Bhakti-pith emphasizes the body as the seat of devotion and feeling; this framework honors how grief and rage are held somatically and must be released through embodied practice.
Bhakti practice is fundamentally embodied: Mirabai danced, sang, moved her body in public ways that scandalized her society. This emphasis on the body acknowledges that emotions are not merely mental phenomena but physical realities stored in tissue, breath, and nervous system. Modern trauma research confirms this ancient wisdom: unprocessed grief and rage live in our bodies, creating tension, illness, and dysregulation. The bhakti-pith framework invites somatic approaches to emotional processing: moving, dancing, singing, breathing, touching the earth. When we access our rage or grief only intellectually, we miss the healing available through the body. Practices like ecstatic dance, kirtan (call-and-response singing), pranayama (breath work), and mudra (sacred gesture) discharge emotional charge and reorganize our nervous systems. For those who have learned to dissociate from their bodies as a survival strategy, embodied bhakti practice offers a pathway home. By feeling our anger and grief in our flesh, by expressing them through movement and sound, we complete the nervous system cycles necessary for genuine healing and integration.
Peri can explain this concept, give practical examples, help you decide whether it applies to your situation, or recommend a journey if appropriate.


TO DO:
The line with "The screen is" through the last line of the entries: give these again exactly, and only these, without any pictures.

Collected data entries
━━━━━━

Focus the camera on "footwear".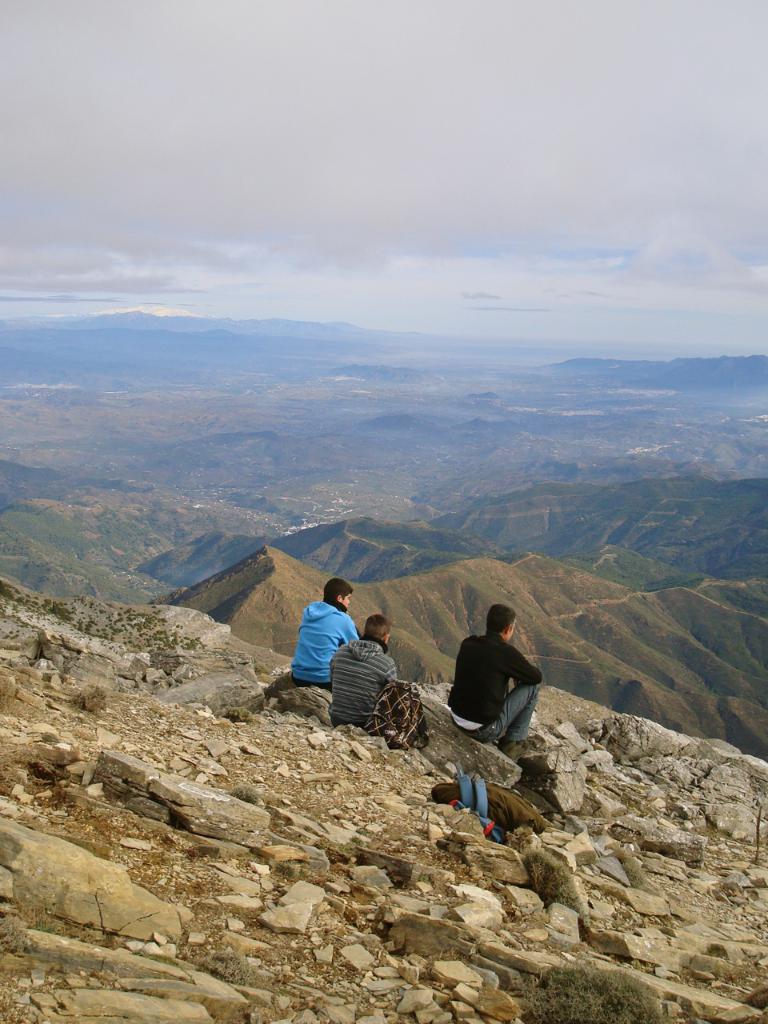
Focus region: (x1=500, y1=742, x2=534, y2=761).
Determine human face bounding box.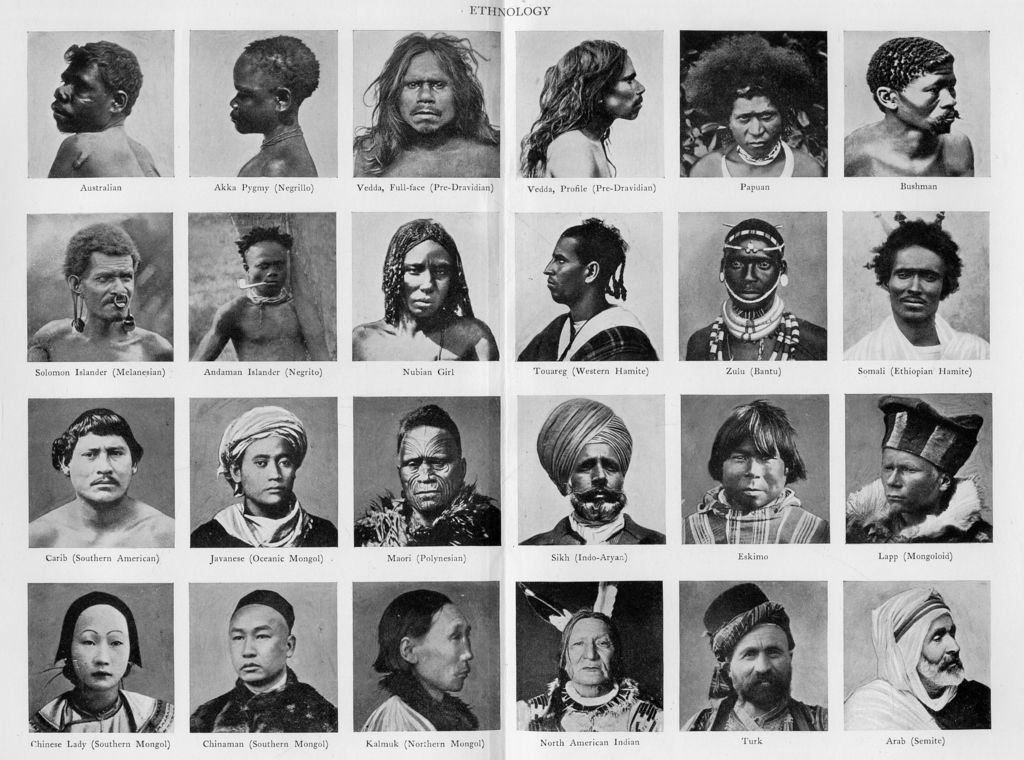
Determined: x1=918 y1=619 x2=964 y2=691.
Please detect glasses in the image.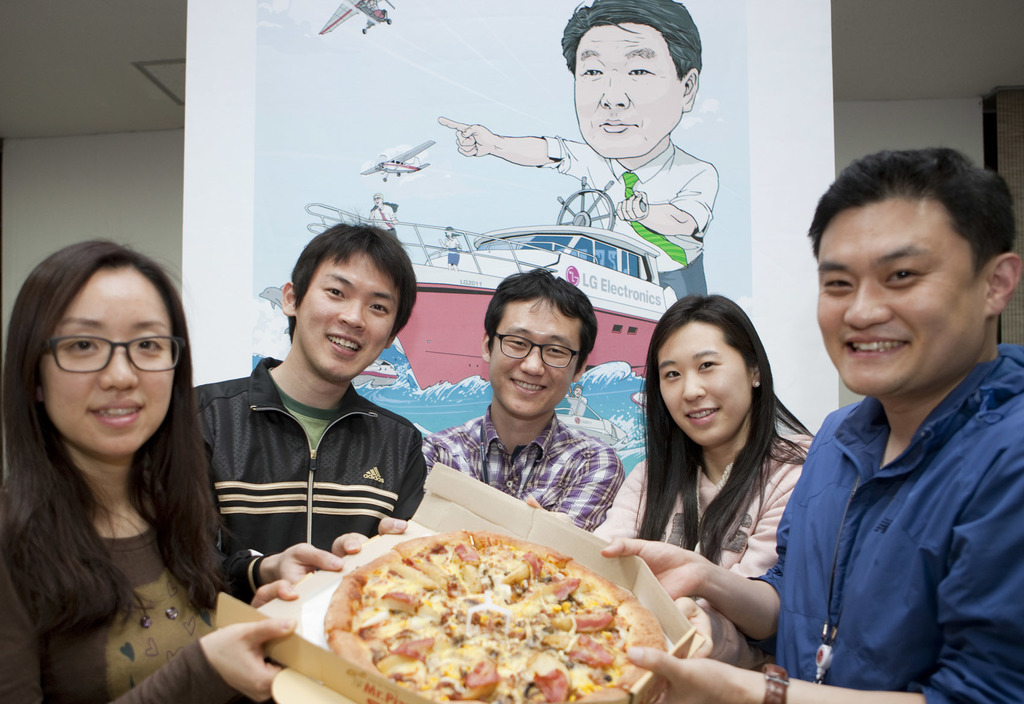
496, 332, 582, 369.
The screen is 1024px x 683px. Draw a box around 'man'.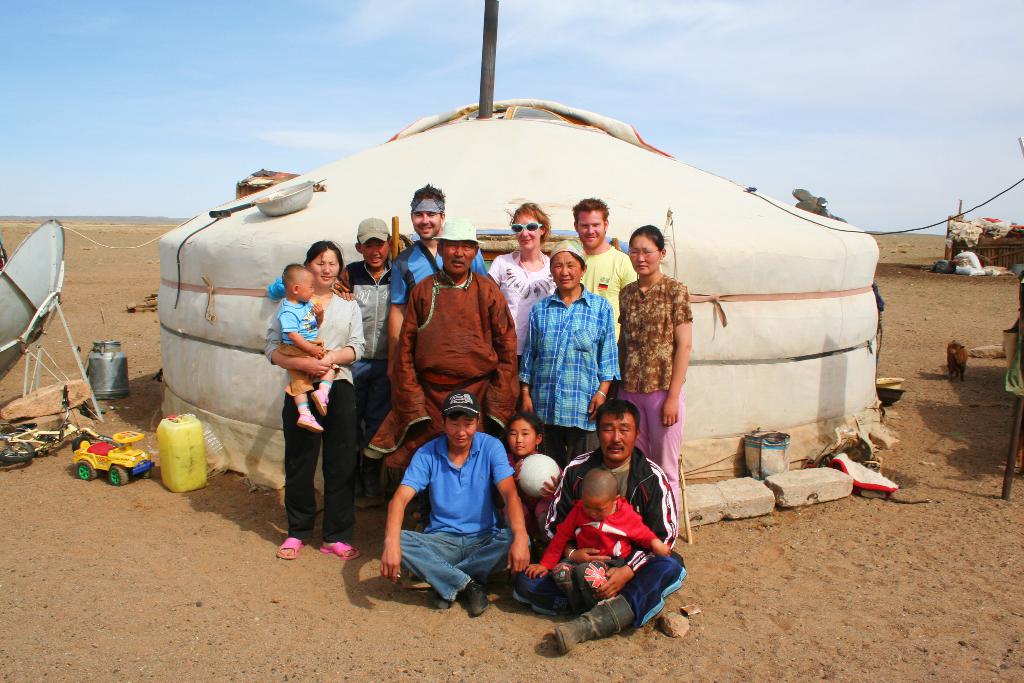
bbox=(372, 215, 521, 579).
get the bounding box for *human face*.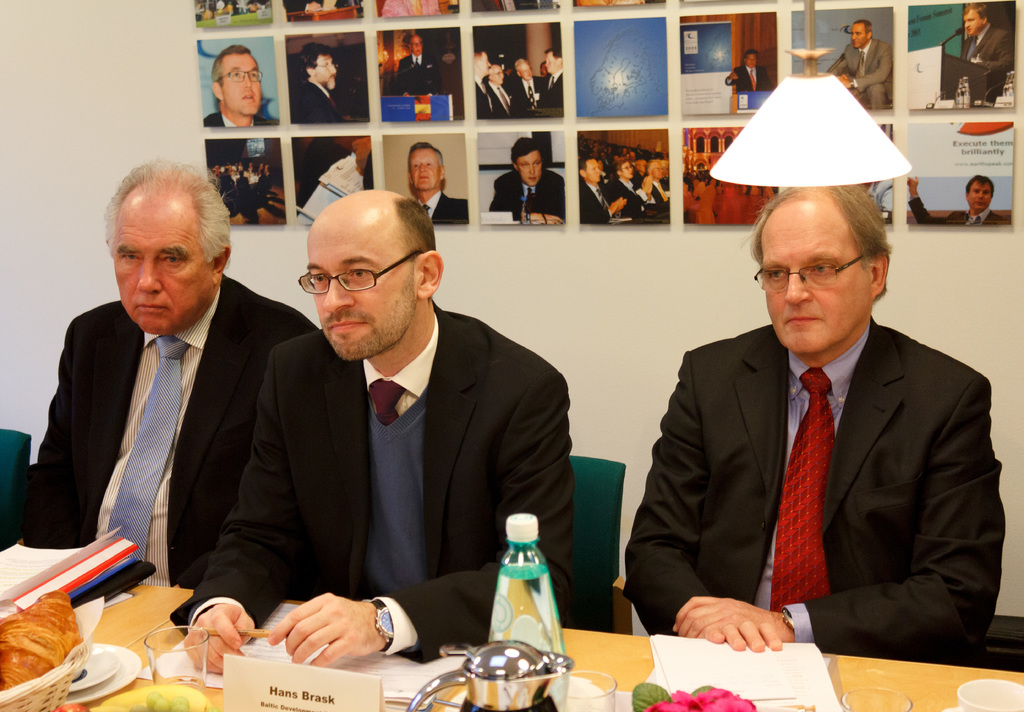
x1=620, y1=161, x2=632, y2=182.
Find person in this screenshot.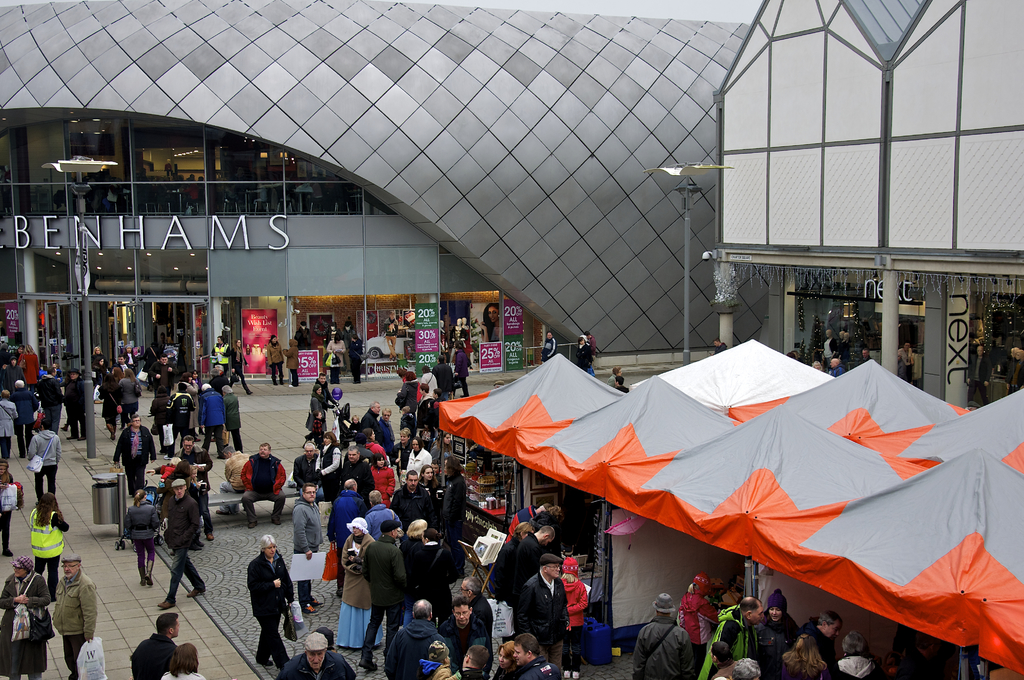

━━━━━━

ANSWER SECTION:
The screen is 1024px x 683px. Draw a box around 'man'.
bbox=(372, 215, 521, 579).
get the bounding box for *human face*.
x1=620, y1=161, x2=632, y2=182.
Find person in this screenshot.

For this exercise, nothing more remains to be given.